<<<<
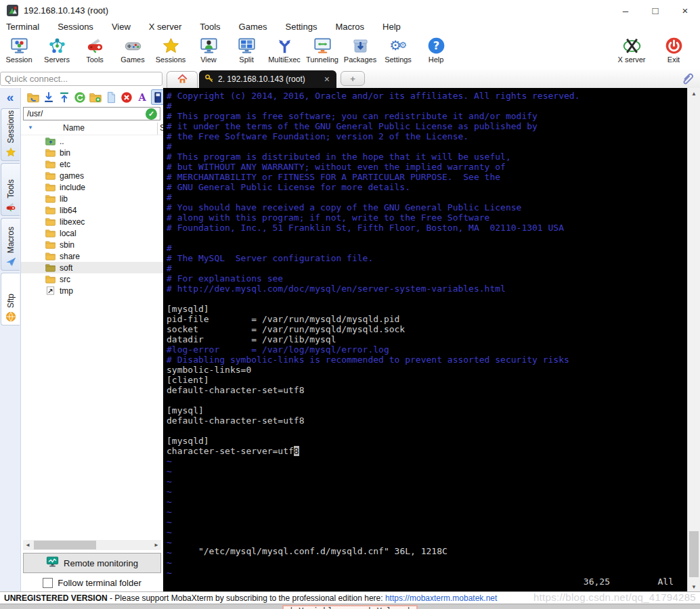 The image size is (700, 609). I want to click on scrollbar-thumb, so click(65, 545).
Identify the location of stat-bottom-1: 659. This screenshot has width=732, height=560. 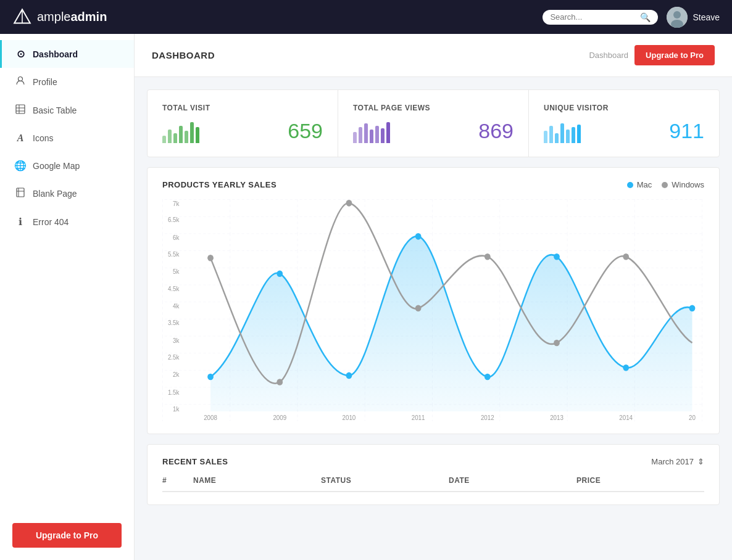
(243, 131).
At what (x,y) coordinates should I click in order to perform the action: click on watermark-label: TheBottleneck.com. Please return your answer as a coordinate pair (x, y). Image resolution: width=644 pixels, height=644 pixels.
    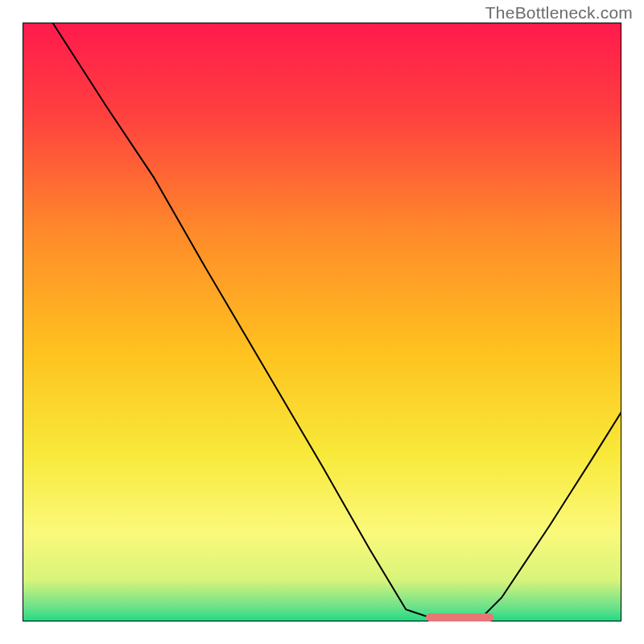
    Looking at the image, I should click on (559, 13).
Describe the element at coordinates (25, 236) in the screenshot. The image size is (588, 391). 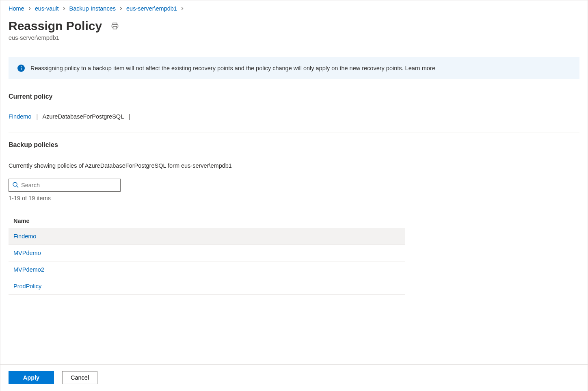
>>>>
## Exercise
Reproduce exactly and only the lines from the one with "Identify the location" through the final line of the records above, inclusive. Pictures must be left out.

## Task result
Identify the location of stat-bottom-1: 659. This screenshot has width=732, height=560. 
(243, 131).
At what (x,y) coordinates should I click in order to perform the action: click on watermark-label: TheBottleneck.com. Please return your answer as a coordinate pair (x, y). Image resolution: width=644 pixels, height=644 pixels.
    Looking at the image, I should click on (559, 13).
Describe the element at coordinates (25, 236) in the screenshot. The image size is (588, 391). 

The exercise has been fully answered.